Ten Pence Story

By Simon Armitage

Out of the melting pot, into the mint;
next news I was loose change for a Leeds pimp,
burning a hole in his skin-tight pocket
till he tipped a busker by the precinct.

Not the most ceremonious release
for a fresh faced coin cutting its teeth.
But that’s my point: if you’re poorly bartered
you’re scuppered before you’ve even started.

My lowest ebb was a seven month spell
spent head down in a wishing well,
half eclipsed by an oxidized tuppence
which impressed me with its green circumference.

When they fished me out I made a few phone calls,
fed a few meters, hung round the pool halls.
I slotted in well, but all that vending
blunted my edges and did my head in.

Once I came within an ace of the end
on the stern of a North Sea Ferry, when
some half-cut, ham-fisted cockney tossed me
up into the air and almost dropped me

and every transaction flashed before me
like a time lapse autobiography.
Now, just the thought of travel by water
lifts the serrations around my border.

Some day I know I’ll be bagged up and sent
to that knacker’s yard for the over-spent
to be broken, boiled, unmade and replaced,
for my metals to go their separate ways…

which is sad. All coins have dreams. Some castings
from my own batch, I recall, were hatching
an exchange scam on the foreign market
and some inside jobs on one arm bandits.

My own ambition? Well, that was simple:
to be flipped in Wembley’s centre circle,
to twist, to turn, to hang like a planet,
to touch down on that emerald carpet.

Those with faith in the system say ‘don’t quit,
bide your time, if you’re worth it, you’ll make it.’
But I was robbed, I was badly tendered.
I could have scored. I could have contended.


## The problem
Every line in the entries where "series" is found should be copied.

Excerpts from a figure dataset
◇ ◇ ◇

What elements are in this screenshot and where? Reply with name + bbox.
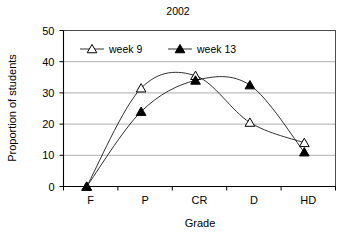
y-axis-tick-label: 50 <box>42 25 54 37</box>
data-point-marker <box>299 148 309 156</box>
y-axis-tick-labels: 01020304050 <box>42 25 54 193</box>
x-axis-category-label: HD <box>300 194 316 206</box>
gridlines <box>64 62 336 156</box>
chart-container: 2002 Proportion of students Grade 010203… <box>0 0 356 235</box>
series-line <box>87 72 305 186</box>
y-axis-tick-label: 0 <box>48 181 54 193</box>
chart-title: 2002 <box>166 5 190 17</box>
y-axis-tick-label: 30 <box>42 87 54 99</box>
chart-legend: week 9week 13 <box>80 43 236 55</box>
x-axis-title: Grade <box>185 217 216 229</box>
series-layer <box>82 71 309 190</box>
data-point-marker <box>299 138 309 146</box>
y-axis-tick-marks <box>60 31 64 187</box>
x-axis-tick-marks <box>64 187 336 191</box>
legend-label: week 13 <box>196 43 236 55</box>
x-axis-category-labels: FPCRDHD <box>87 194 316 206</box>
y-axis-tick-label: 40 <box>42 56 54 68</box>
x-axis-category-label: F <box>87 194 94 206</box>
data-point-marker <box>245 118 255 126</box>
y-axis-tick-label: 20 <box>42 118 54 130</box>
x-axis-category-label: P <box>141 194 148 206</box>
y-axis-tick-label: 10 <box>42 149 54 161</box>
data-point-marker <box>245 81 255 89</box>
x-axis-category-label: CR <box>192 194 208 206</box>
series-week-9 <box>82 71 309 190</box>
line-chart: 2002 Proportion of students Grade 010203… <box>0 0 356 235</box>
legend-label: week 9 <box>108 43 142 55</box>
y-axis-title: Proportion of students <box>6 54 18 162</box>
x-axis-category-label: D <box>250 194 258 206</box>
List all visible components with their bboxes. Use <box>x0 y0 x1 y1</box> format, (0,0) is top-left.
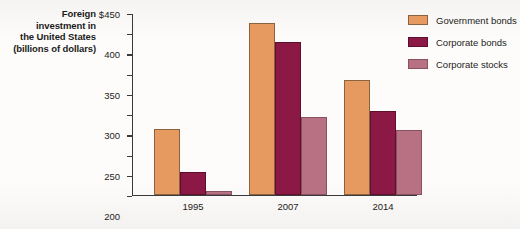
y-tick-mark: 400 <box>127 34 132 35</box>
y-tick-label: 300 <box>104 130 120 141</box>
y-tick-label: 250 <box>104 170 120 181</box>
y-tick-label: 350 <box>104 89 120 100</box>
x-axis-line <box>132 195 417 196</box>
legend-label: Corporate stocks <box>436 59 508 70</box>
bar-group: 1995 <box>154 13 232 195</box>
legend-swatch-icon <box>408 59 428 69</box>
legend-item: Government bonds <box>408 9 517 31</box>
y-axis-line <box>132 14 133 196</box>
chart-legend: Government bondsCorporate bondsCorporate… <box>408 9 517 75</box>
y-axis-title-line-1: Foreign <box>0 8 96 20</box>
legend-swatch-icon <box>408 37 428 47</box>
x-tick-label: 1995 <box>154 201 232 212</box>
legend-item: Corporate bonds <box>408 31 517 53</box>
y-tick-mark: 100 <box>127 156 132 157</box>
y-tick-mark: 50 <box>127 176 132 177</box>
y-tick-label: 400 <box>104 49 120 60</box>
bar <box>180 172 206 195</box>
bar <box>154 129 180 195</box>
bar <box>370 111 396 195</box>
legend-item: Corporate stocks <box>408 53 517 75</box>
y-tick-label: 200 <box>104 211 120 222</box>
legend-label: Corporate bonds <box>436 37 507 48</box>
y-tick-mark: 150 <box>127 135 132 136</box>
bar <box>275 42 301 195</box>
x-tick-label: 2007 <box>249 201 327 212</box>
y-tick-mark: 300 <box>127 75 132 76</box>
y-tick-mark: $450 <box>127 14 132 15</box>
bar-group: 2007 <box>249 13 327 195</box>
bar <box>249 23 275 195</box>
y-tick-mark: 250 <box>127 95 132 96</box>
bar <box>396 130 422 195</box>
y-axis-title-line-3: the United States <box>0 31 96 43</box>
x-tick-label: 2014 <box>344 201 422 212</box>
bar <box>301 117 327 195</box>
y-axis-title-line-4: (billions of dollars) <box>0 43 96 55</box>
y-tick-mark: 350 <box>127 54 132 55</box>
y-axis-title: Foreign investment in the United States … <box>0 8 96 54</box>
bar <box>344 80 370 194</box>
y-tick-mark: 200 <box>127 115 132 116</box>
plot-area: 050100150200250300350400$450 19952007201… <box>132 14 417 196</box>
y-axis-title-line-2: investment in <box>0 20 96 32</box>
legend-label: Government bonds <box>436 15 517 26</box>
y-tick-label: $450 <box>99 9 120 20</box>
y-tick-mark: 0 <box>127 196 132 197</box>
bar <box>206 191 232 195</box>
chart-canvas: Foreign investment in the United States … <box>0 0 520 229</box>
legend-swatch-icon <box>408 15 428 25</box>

◇ ◇ ◇

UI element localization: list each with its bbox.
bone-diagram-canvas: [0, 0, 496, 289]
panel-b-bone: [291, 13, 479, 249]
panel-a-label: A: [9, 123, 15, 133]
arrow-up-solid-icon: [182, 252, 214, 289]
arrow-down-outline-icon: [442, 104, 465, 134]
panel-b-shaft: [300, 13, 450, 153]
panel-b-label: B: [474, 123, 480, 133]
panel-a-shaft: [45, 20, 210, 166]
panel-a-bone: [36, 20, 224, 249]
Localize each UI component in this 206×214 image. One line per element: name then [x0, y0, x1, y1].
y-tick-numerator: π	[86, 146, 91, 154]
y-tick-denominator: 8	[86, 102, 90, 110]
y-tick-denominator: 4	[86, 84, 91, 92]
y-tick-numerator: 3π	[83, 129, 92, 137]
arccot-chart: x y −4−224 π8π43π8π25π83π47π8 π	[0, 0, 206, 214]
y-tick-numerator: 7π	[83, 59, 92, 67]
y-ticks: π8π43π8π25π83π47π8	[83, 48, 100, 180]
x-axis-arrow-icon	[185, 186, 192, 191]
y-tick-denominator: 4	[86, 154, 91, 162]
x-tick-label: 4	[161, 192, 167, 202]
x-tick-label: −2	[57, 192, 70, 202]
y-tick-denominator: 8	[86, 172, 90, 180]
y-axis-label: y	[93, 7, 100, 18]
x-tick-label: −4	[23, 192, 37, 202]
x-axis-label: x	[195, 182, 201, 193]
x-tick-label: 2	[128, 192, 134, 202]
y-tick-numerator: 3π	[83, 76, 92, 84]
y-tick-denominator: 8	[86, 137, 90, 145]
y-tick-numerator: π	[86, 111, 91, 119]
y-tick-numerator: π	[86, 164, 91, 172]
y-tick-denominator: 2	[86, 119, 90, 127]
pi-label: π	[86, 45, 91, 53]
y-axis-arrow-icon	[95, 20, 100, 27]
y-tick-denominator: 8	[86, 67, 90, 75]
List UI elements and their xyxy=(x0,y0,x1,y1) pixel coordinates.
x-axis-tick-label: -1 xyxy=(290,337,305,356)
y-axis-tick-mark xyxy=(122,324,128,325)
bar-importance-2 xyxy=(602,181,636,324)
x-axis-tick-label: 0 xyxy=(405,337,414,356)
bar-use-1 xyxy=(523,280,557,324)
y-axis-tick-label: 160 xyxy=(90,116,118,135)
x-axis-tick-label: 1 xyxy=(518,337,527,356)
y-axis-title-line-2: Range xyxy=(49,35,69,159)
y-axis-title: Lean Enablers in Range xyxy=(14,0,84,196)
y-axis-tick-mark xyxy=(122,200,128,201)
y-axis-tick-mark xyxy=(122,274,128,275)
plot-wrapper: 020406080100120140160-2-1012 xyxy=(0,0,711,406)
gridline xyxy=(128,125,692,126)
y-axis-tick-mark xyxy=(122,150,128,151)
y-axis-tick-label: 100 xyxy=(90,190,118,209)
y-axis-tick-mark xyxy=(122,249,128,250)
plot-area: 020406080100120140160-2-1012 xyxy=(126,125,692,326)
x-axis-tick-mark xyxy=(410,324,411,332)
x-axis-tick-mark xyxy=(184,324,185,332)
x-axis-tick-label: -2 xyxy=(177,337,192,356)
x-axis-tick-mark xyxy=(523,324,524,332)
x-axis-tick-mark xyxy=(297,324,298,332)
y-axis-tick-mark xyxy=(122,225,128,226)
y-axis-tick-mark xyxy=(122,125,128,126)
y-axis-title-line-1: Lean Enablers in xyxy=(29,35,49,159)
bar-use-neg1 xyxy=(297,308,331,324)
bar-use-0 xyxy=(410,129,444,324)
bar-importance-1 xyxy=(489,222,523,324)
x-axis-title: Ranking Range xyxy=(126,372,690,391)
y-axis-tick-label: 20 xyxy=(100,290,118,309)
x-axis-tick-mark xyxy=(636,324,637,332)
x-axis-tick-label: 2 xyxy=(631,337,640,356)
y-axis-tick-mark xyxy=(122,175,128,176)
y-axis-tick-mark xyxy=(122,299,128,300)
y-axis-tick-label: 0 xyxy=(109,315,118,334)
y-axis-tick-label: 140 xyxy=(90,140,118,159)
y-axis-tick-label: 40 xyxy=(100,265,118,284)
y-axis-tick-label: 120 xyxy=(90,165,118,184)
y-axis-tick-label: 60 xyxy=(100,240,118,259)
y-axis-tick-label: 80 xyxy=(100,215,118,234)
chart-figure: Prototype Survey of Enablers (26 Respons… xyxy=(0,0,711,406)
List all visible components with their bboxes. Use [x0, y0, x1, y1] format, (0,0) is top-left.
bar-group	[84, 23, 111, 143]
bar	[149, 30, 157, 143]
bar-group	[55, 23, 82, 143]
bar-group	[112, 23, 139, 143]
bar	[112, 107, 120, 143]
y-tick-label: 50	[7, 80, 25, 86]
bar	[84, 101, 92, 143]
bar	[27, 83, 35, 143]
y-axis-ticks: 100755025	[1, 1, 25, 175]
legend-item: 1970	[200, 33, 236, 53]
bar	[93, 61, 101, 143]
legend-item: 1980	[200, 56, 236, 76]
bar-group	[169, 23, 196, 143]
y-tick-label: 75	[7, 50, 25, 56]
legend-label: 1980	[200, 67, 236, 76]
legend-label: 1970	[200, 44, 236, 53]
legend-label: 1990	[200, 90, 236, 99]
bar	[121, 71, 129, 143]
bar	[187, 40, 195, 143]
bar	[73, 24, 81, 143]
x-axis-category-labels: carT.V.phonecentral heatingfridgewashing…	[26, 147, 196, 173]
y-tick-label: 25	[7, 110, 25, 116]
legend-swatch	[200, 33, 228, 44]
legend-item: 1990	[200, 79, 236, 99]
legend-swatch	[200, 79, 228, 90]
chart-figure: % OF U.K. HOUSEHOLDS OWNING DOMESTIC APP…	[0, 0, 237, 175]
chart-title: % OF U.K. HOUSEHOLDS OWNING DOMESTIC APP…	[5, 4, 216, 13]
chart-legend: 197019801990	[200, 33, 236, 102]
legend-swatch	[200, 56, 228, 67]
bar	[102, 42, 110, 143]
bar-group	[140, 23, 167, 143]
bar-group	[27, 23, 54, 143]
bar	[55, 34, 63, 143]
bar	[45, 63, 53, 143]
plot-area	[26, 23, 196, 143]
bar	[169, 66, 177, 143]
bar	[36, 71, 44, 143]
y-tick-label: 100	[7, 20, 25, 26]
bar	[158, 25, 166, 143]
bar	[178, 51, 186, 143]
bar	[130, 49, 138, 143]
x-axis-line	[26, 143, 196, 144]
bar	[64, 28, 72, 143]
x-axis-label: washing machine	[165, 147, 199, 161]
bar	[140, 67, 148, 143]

◇ ◇ ◇

## Solution to this exercise
series-line <box>87 72 305 186</box>
series-layer <box>82 71 309 190</box>
series-week-9 <box>82 71 309 190</box>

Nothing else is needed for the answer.